Seems to me that the problem is the unit test is too simple-minded to
handle the occasional reorderings that occur. I see no reason to have a
particular order of the element be part of the contract of
asFormatString(). Who cares what the order is? How about just fixing the
unit test?
Jeff
Sean Owen wrote:
Yeah I'm not really worried about the boxing/unboxing yet, since it is
buying some code simplicity, though I took the liberty of eliminating
boxing where it is redundant, like: int c = new Integer(someString)
versus int c = Integer.parseInt(someString)
I agree we can go to that trouble if it becomes clear it is
non-trivially slowing down the code. It may well.
I was more interested in more obvious wins by adjusting use of some
Collections API methods as in dot(). I'd be happy to hack away on this
but I am hesitating about doing anything but trivial changes to code
others are working on, while it might be looked at as premature. If
it's viewed as a good thing I can go for it.
Hows about changing asFormatString() to sort output? was that the
right solution or is its output order not guaranteed. I could take
care of it.
On Fri, Aug 8, 2008 at 2:45 PM, Ted Dunning <[EMAIL PROTECTED]> wrote:
Worrying about small effects like iterating over keys or entries should be
made moot by just switching to a dedicated primitive based hash table.
Trove has a nice implementation, but I believe the license would prevent
it's use. Colt has another, not quite as nice implementation that is fast
and I think it comes under a BSD license. It is also very easy to hack a
special purpose structure into place.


== HOW TO COMPLETE THIS TASK ==
Pick each line that has "right" out of the records.

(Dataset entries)
----
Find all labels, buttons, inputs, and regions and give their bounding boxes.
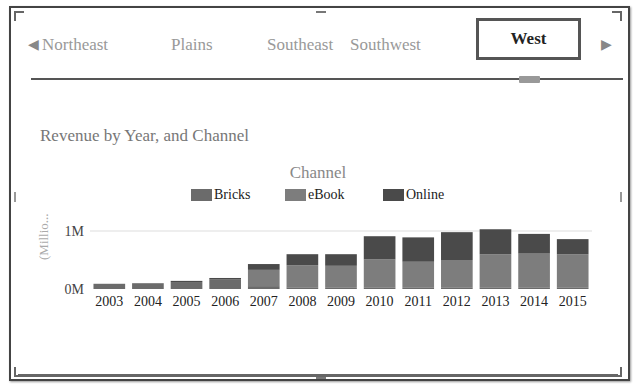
x-tick-label: 2015	[559, 294, 587, 309]
bar-segment-online-2010[interactable]	[364, 236, 396, 259]
bar-segment-online-2008[interactable]	[287, 254, 319, 265]
y-tick-label: 1M	[65, 224, 85, 239]
bar-segment-ebook-2014[interactable]	[518, 254, 550, 288]
bar-segment-ebook-2011[interactable]	[402, 262, 434, 288]
bar-segment-bricks-2010[interactable]	[364, 288, 396, 289]
bar-segment-bricks-2013[interactable]	[480, 288, 512, 289]
x-tick-label: 2012	[443, 294, 471, 309]
bar-segment-online-2015[interactable]	[557, 239, 589, 254]
bar-segment-ebook-2007[interactable]	[248, 270, 280, 286]
bar-segment-ebook-2008[interactable]	[287, 265, 319, 287]
bar-segment-ebook-2013[interactable]	[480, 254, 512, 288]
bar-segment-bricks-2006[interactable]	[209, 279, 241, 289]
bar-segment-bricks-2008[interactable]	[287, 287, 319, 289]
bar-segment-bricks-2005[interactable]	[171, 282, 203, 289]
x-tick-label: 2008	[288, 294, 316, 309]
x-tick-label: 2007	[250, 294, 278, 309]
bar-segment-bricks-2004[interactable]	[132, 283, 164, 289]
bar-segment-online-2005[interactable]	[171, 281, 203, 282]
x-tick-label: 2011	[404, 294, 431, 309]
bar-segment-online-2007[interactable]	[248, 264, 280, 270]
bar-segment-bricks-2012[interactable]	[441, 288, 473, 289]
bar-segment-ebook-2012[interactable]	[441, 260, 473, 288]
bar-segment-bricks-2003[interactable]	[93, 284, 125, 289]
bar-segment-online-2012[interactable]	[441, 232, 473, 260]
bar-segment-online-2006[interactable]	[209, 278, 241, 279]
x-tick-label: 2010	[366, 294, 394, 309]
x-tick-label: 2003	[95, 294, 123, 309]
bar-segment-bricks-2011[interactable]	[402, 288, 434, 289]
bar-segment-ebook-2015[interactable]	[557, 254, 589, 288]
bar-segment-online-2011[interactable]	[402, 237, 434, 261]
bar-segment-bricks-2014[interactable]	[518, 288, 550, 289]
bar-segment-online-2014[interactable]	[518, 234, 550, 254]
bar-segment-bricks-2007[interactable]	[248, 286, 280, 289]
x-tick-label: 2013	[481, 294, 509, 309]
bar-segment-bricks-2015[interactable]	[557, 288, 589, 289]
x-tick-label: 2014	[520, 294, 548, 309]
x-tick-label: 2005	[173, 294, 201, 309]
bar-segment-ebook-2009[interactable]	[325, 266, 357, 288]
bar-segment-online-2009[interactable]	[325, 254, 357, 266]
bar-chart: 0M1M200320042005200620072008200920102011…	[0, 0, 636, 389]
x-tick-label: 2009	[327, 294, 355, 309]
bar-segment-online-2013[interactable]	[480, 229, 512, 254]
x-tick-label: 2006	[211, 294, 239, 309]
y-tick-label: 0M	[65, 282, 85, 297]
x-tick-label: 2004	[134, 294, 162, 309]
bar-segment-bricks-2009[interactable]	[325, 288, 357, 289]
bar-segment-ebook-2010[interactable]	[364, 259, 396, 287]
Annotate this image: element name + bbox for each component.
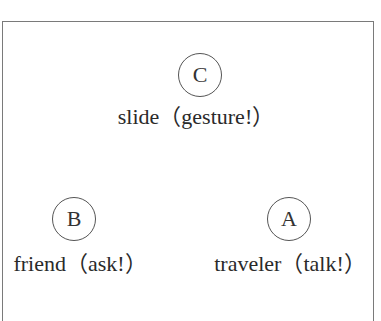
node-c-circle: C	[178, 53, 222, 97]
node-a-circle: A	[267, 197, 311, 241]
node-a-letter: A	[281, 206, 297, 232]
node-b-letter: B	[67, 206, 82, 232]
node-a-label: traveler（talk!）	[214, 245, 366, 277]
node-c-label: slide（gesture!）	[118, 98, 274, 130]
node-b-circle: B	[52, 197, 96, 241]
node-c-letter: C	[193, 62, 208, 88]
node-b-label: friend（ask!）	[13, 245, 146, 277]
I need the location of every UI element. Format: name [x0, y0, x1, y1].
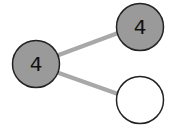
number-bond-diagram: 4 4 — [0, 0, 177, 131]
connector-top — [56, 33, 118, 56]
part-circle-top: 4 — [117, 4, 164, 51]
part-top-value: 4 — [134, 15, 147, 39]
whole-circle: 4 — [13, 41, 60, 88]
whole-value: 4 — [30, 52, 43, 76]
connector-bottom — [56, 72, 118, 94]
part-circle-bottom[interactable] — [117, 77, 164, 124]
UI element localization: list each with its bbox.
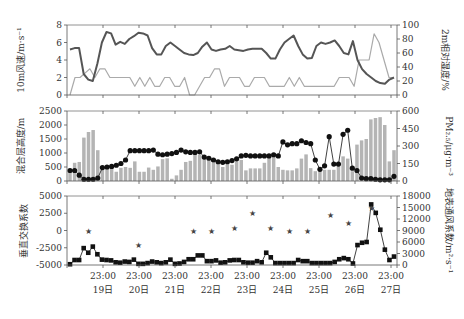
bar <box>147 168 150 181</box>
bar <box>314 171 317 181</box>
square-marker <box>305 259 310 264</box>
y-tick-label-right: 150 <box>402 159 419 169</box>
bar <box>327 170 330 181</box>
bar <box>212 163 215 181</box>
dot-marker <box>382 177 387 182</box>
x-tick-day: 25日 <box>309 285 329 295</box>
bar <box>249 168 252 181</box>
y-tick-label: 4 <box>56 55 62 65</box>
bar <box>378 117 381 181</box>
bar <box>119 168 122 181</box>
bar <box>207 161 210 181</box>
dot-marker <box>276 153 281 158</box>
dot-marker <box>216 159 221 164</box>
panel-middle: 050010001500200025000150300450600混合层高度/m… <box>15 106 454 186</box>
y-tick-label: 0 <box>56 90 62 100</box>
dot-marker <box>327 134 332 139</box>
square-marker <box>227 258 232 263</box>
y-tick-label: 2 <box>56 73 62 83</box>
y-tick-label-right: 80 <box>402 34 414 44</box>
bar <box>68 173 71 181</box>
square-marker <box>122 259 127 264</box>
y-tick-label-right: 0 <box>402 260 408 270</box>
square-marker <box>205 259 210 264</box>
y-tick-label-right: 12000 <box>402 214 431 224</box>
dot-marker <box>340 132 345 137</box>
dot-marker <box>303 140 308 145</box>
dot-marker <box>192 150 197 155</box>
bar <box>216 164 219 181</box>
bar <box>240 160 243 181</box>
dot-marker <box>229 158 234 163</box>
bar <box>128 168 131 181</box>
dot-marker <box>290 141 295 146</box>
bar <box>133 161 136 181</box>
x-tick-day: 19日 <box>93 285 113 295</box>
star-marker: ★ <box>286 227 293 236</box>
bar <box>175 175 178 181</box>
bar <box>346 159 349 181</box>
dot-marker <box>378 177 383 182</box>
x-tick-time: 23:00 <box>162 271 188 281</box>
figure: 0246802040608010010m风速/m·s⁻¹2m相对湿度/%0500… <box>0 0 464 319</box>
dot-marker <box>95 175 100 180</box>
dot-marker <box>67 168 72 173</box>
square-marker <box>255 259 260 264</box>
bar <box>82 138 85 181</box>
square-marker <box>81 246 86 251</box>
star-marker: ★ <box>85 227 92 236</box>
x-tick-time: 23:00 <box>306 271 332 281</box>
dot-marker <box>308 141 313 146</box>
dot-marker <box>234 156 239 161</box>
bar <box>309 168 312 181</box>
dot-marker <box>225 159 230 164</box>
dot-marker <box>202 154 207 159</box>
bar <box>156 166 159 181</box>
y-tick-label-right: 3000 <box>402 249 425 259</box>
x-tick-day: 24日 <box>273 285 293 295</box>
square-marker <box>355 243 360 248</box>
square-marker <box>246 260 251 265</box>
dot-marker <box>294 141 299 146</box>
bar <box>235 161 238 181</box>
dot-marker <box>285 142 290 147</box>
bar <box>300 159 303 181</box>
dot-marker <box>77 173 82 178</box>
square-marker <box>250 260 255 265</box>
square-marker <box>264 250 269 255</box>
dot-marker <box>280 139 285 144</box>
x-tick-day: 26日 <box>345 285 365 295</box>
bar <box>281 170 284 181</box>
dot-marker <box>211 157 216 162</box>
dot-marker <box>359 175 364 180</box>
bar <box>152 170 155 181</box>
bar <box>165 158 168 181</box>
bar <box>383 125 386 181</box>
bar <box>189 161 192 181</box>
square-marker <box>68 262 73 267</box>
y-tick-label-right: 18000 <box>402 191 431 201</box>
y-tick-label-right: 40 <box>402 62 414 72</box>
square-marker <box>237 258 242 263</box>
square-marker <box>200 253 205 258</box>
bar <box>374 118 377 181</box>
dot-marker <box>253 153 258 158</box>
bar <box>267 158 270 181</box>
square-marker <box>268 255 273 260</box>
y-tick-label: -2500 <box>36 243 62 253</box>
x-tick-day: 21日 <box>165 285 185 295</box>
square-marker <box>218 260 223 265</box>
x-tick-day: 23日 <box>237 285 257 295</box>
square-marker <box>127 260 132 265</box>
star-marker: ★ <box>368 204 375 213</box>
star-marker: ★ <box>135 241 142 250</box>
square-marker <box>72 258 77 263</box>
y-tick-label: 0 <box>56 226 62 236</box>
dot-marker <box>169 151 174 156</box>
bar <box>295 168 298 181</box>
y-tick-label: 2500 <box>39 106 62 116</box>
y-tick-label-right: 15000 <box>402 203 431 213</box>
y-axis-title-right: PM₂.₅/μg·m⁻³ <box>444 116 454 176</box>
square-marker <box>300 259 305 264</box>
star-marker: ★ <box>327 211 334 220</box>
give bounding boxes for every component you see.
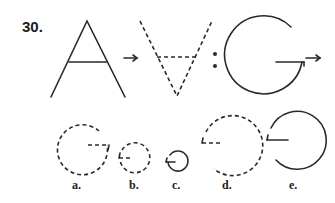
option-a-label[interactable]: a.	[72, 178, 81, 192]
option-d-figure[interactable]	[202, 116, 263, 176]
option-a-figure[interactable]	[57, 125, 109, 175]
option-c-label[interactable]: c.	[172, 178, 180, 192]
option-b-label[interactable]: b.	[129, 178, 139, 192]
arrow-right-icon	[306, 55, 320, 61]
option-c-figure[interactable]	[166, 151, 188, 171]
arrow-right-icon	[124, 55, 137, 61]
figure-letter-g	[225, 16, 304, 94]
option-b-figure[interactable]	[119, 143, 150, 173]
figure-inverted-dashed-a	[140, 21, 212, 96]
analogy-separator-colon	[213, 52, 217, 68]
analogy-question: 30.	[0, 0, 335, 203]
option-e-figure[interactable]	[267, 111, 326, 169]
option-d-label[interactable]: d.	[222, 178, 232, 192]
option-e-label[interactable]: e.	[289, 178, 297, 192]
figure-letter-a	[51, 21, 125, 97]
question-number: 30.	[22, 18, 43, 35]
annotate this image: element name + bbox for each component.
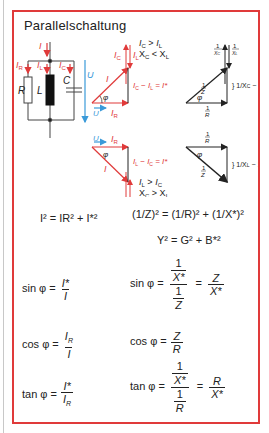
label-R: R bbox=[18, 85, 25, 96]
svg-text:IR: IR bbox=[111, 108, 119, 119]
svg-text:φ: φ bbox=[103, 150, 108, 159]
svg-text:IC: IC bbox=[59, 60, 67, 71]
formula-sin-current: sin φ = I*I bbox=[22, 277, 72, 302]
admittance-inductive: 1R φ 1Z } 1/XL − 1/XC = 1/X* bbox=[186, 131, 258, 182]
condition-ind-2: XC > XL bbox=[139, 188, 170, 197]
condition-ind-1: IL > IC bbox=[139, 177, 163, 188]
svg-text:1: 1 bbox=[216, 43, 220, 49]
svg-text:R: R bbox=[205, 138, 210, 144]
svg-text:XL: XL bbox=[231, 50, 238, 56]
formula-current-pythagoras: I² = IR² + I*² bbox=[40, 212, 97, 224]
svg-text:IL − IC = I*: IL − IC = I* bbox=[133, 157, 168, 167]
svg-text:} 1/XC − 1/XL = 1/X*: } 1/XC − 1/XL = 1/X* bbox=[232, 82, 258, 90]
svg-text:Z: Z bbox=[200, 172, 205, 178]
svg-text:φ: φ bbox=[103, 93, 108, 102]
label-L: L bbox=[37, 85, 43, 96]
svg-text:1: 1 bbox=[202, 165, 206, 171]
svg-text:φ: φ bbox=[197, 93, 202, 102]
svg-text:IC: IC bbox=[114, 50, 122, 61]
formula-admittance-gb: Y² = G² + B*² bbox=[157, 234, 221, 246]
svg-text:1: 1 bbox=[206, 105, 210, 111]
svg-text:U: U bbox=[93, 134, 99, 143]
svg-text:R: R bbox=[205, 112, 210, 118]
page-margin-rule bbox=[3, 0, 4, 433]
svg-text:1: 1 bbox=[206, 131, 210, 137]
circuit-diagram bbox=[24, 42, 82, 138]
svg-text:IR: IR bbox=[111, 134, 119, 145]
condition-cap-2: XC < XL bbox=[139, 49, 170, 60]
svg-text:1: 1 bbox=[233, 43, 237, 49]
admittance-capacitive: 1Z φ 1R 1XC 1XL } 1/XC − 1/XL = 1/X* bbox=[186, 43, 258, 118]
parallel-circuit-panel: Parallelschaltung I bbox=[12, 10, 260, 424]
formula-cos-admittance: cos φ = ZR bbox=[130, 330, 184, 355]
formula-admittance-pythagoras: (1/Z)² = (1/R)² + (1/X*)² bbox=[132, 208, 244, 220]
label-C: C bbox=[63, 75, 71, 86]
svg-text:IL: IL bbox=[37, 60, 44, 71]
formula-tan-current: tan φ = I*IR bbox=[22, 380, 74, 410]
condition-cap-1: IC > IL bbox=[139, 38, 163, 49]
circuit-labels: I IR IL IC bbox=[16, 41, 67, 71]
svg-text:IR: IR bbox=[16, 60, 24, 71]
svg-text:I: I bbox=[106, 74, 109, 84]
formula-tan-admittance: tan φ = 1X*1R = RX* bbox=[130, 360, 226, 415]
formula-cos-current: cos φ = IRI bbox=[22, 330, 76, 360]
svg-text:IC − IL = I*: IC − IL = I* bbox=[133, 81, 168, 91]
svg-text:U: U bbox=[93, 109, 99, 118]
svg-text:} 1/XL − 1/XC = 1/X*: } 1/XL − 1/XC = 1/X* bbox=[232, 161, 258, 169]
svg-text:I: I bbox=[39, 41, 42, 51]
formula-sin-admittance: sin φ = 1X*1Z = ZX* bbox=[130, 257, 225, 312]
svg-text:XC: XC bbox=[213, 50, 220, 56]
svg-text:φ: φ bbox=[197, 150, 202, 159]
svg-text:I: I bbox=[104, 164, 107, 174]
svg-text:U: U bbox=[87, 70, 94, 80]
diagrams: I IR IL IC R L C U IC IL I φ U IR bbox=[14, 12, 258, 197]
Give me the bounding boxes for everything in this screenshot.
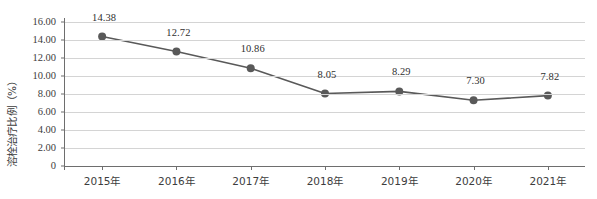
y-tick-mark (61, 166, 65, 167)
y-tick-mark (61, 76, 65, 77)
y-tick-label: 14.00 (32, 35, 56, 46)
y-tick-mark (61, 58, 65, 59)
data-point-label: 12.72 (166, 27, 190, 38)
y-tick-label: 10.00 (32, 71, 56, 82)
gridline (65, 112, 585, 113)
y-tick-label: 8.00 (38, 89, 56, 100)
x-tick-label: 2021年 (529, 176, 566, 187)
data-point-label: 7.30 (466, 76, 485, 87)
x-tick-label: 2016年 (158, 176, 195, 187)
line-chart: 溶栓治疗比例（%） 16.0014.0012.0010.008.006.004.… (0, 0, 597, 199)
data-point-marker (470, 96, 478, 104)
x-tick-label: 2017年 (232, 176, 269, 187)
x-tick-label: 2020年 (455, 176, 492, 187)
y-axis-tick-labels: 16.0014.0012.0010.008.006.004.002.000 (0, 0, 62, 199)
y-tick-mark (61, 112, 65, 113)
y-tick-mark (61, 130, 65, 131)
y-tick-label: 0 (51, 161, 56, 172)
x-tick-label: 2018年 (307, 176, 344, 187)
gridline (65, 148, 585, 149)
y-tick-label: 4.00 (38, 125, 56, 136)
y-tick-label: 6.00 (38, 107, 56, 118)
data-point-label: 7.82 (540, 71, 559, 82)
data-point-label: 10.86 (241, 44, 265, 55)
x-axis-tick-labels: 2015年2016年2017年2018年2019年2020年2021年 (65, 168, 585, 198)
data-point-marker (247, 64, 255, 72)
y-tick-label: 16.00 (32, 17, 56, 28)
gridline (65, 94, 585, 95)
plot-area (65, 22, 585, 166)
gridline (65, 58, 585, 59)
data-point-label: 14.38 (92, 12, 116, 23)
x-tick-label: 2019年 (381, 176, 418, 187)
y-tick-mark (61, 148, 65, 149)
x-tick-label: 2015年 (84, 176, 121, 187)
gridline (65, 22, 585, 23)
data-point-label: 8.05 (318, 69, 337, 80)
data-point-label: 8.29 (392, 67, 411, 78)
y-tick-label: 12.00 (32, 53, 56, 64)
y-tick-mark (61, 40, 65, 41)
y-tick-label: 2.00 (38, 143, 56, 154)
gridline (65, 130, 585, 131)
gridline (65, 40, 585, 41)
y-tick-mark (61, 94, 65, 95)
data-point-marker (544, 92, 552, 100)
data-point-marker (172, 48, 180, 56)
y-tick-mark (61, 22, 65, 23)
----
== ANSWER TO THIS PROBLEM ==
y-tick-label-right: 150 <box>402 159 419 169</box>
y-tick-label-right: 80 <box>402 34 414 44</box>
y-tick-label-right: 0 <box>402 260 408 270</box>
y-tick-label-right: 12000 <box>402 214 431 224</box>
y-tick-label-right: 3000 <box>402 249 425 259</box>
y-tick-label-right: 18000 <box>402 191 431 201</box>
y-tick-label-right: 40 <box>402 62 414 72</box>
y-tick-label-right: 15000 <box>402 203 431 213</box>
y-axis-title-right: PM₂.₅/μg·m⁻³ <box>444 116 454 176</box>
arrow-right-icon	[306, 55, 320, 61]
arrow-right-icon	[124, 55, 137, 61]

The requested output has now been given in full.